All the "rebounds" since last January are mostly just the Chinese bitcoin miners manipulating the market to get money from the idiots.
All we need is for the idiots to stop believing and it's going to be a total trainwreck.
(Remember: Only about 6 Bitcoin transactions per second are possible in the entire world - nobody will be able to sell :-) )
No sig today...
The important thing is the entire point of bitcoin was it was supposed to be free of middle men. Lighting is a middle man. Basically bitcoin does not work as designed. There is nothing stopping some big banks from essentially taking over lighting and making settlement feeds just about equivalent to CC rates now. Basically anyone betting on BitCoin being a primary currency or exchange mechanism of the future is a nuts.
Which is not say some blockchain based solution won't emerge just that it won't be bitcoin.

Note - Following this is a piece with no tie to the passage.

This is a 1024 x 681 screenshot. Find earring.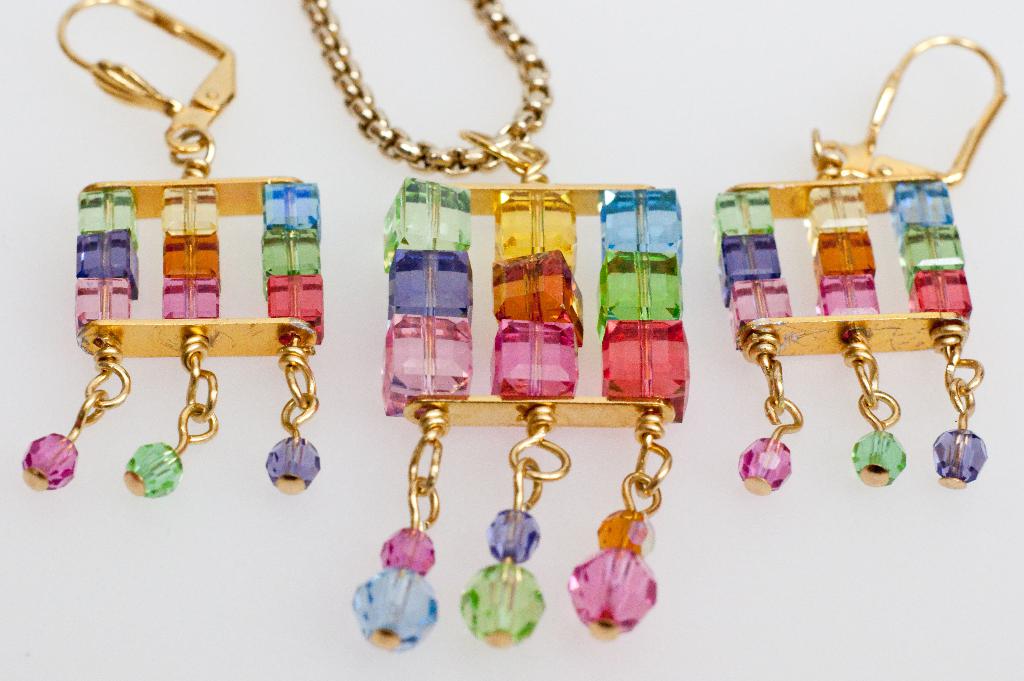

Repeal the 17th Amendment TODAY! Also Please Read http://www.gnu.org/philosophy/right-to-read.html
The average BTC transaction fee is still under $1 USD, so the panic selling hasn't started yet. The fun part will be when BTC starts to plummet while the transaction fee skyrockets. The really fun part will happen if the transaction fee climbs to the point where people realize their remaining BTC balance will cost them more money to liquidate than if they simply deleted their wallet.
In my opinion, what has held back all of them has been the inherent "early adopters get rich" architecture. The concentration of wealth in the BTC community makes the concentration of USD by the upper 1% look like a socialist paradise by comparison, and every major cryptocurrency since then has copied it ... because of course, everyone wants to be the "new" 1%.

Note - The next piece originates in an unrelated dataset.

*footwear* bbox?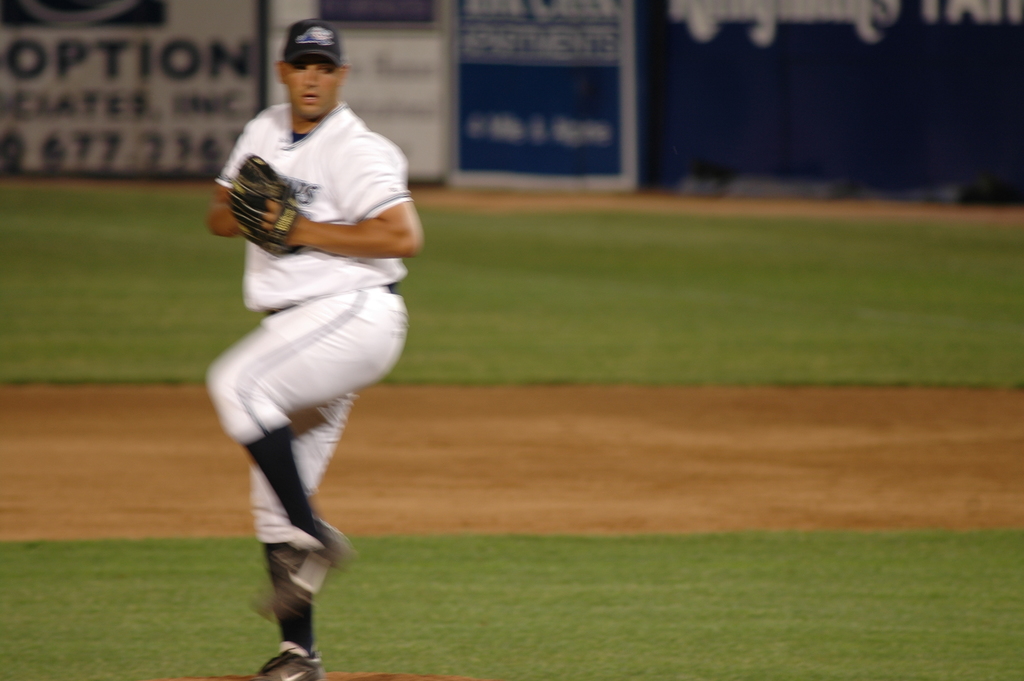
250/648/324/680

Think about it: someone invents a new currency for which he just happens to own 20% or 30% of the total worldwide supply, and wants everyone to adopt it as "money". How deluded does he have to be to think that the people holding the actual wealth in this world will just hand over their power and assets to a guy holding some digital tokens that he personally created?
The BTC community is dominated by this mindset of adopters hoping to become the "new" wealthy class. It drives the speculative frenzy and the irrational behavior. And ultimately, that mindset is exactly what will bring the BTC experiment to an end, even if one could solve the problems of transaction throughput and ease of use.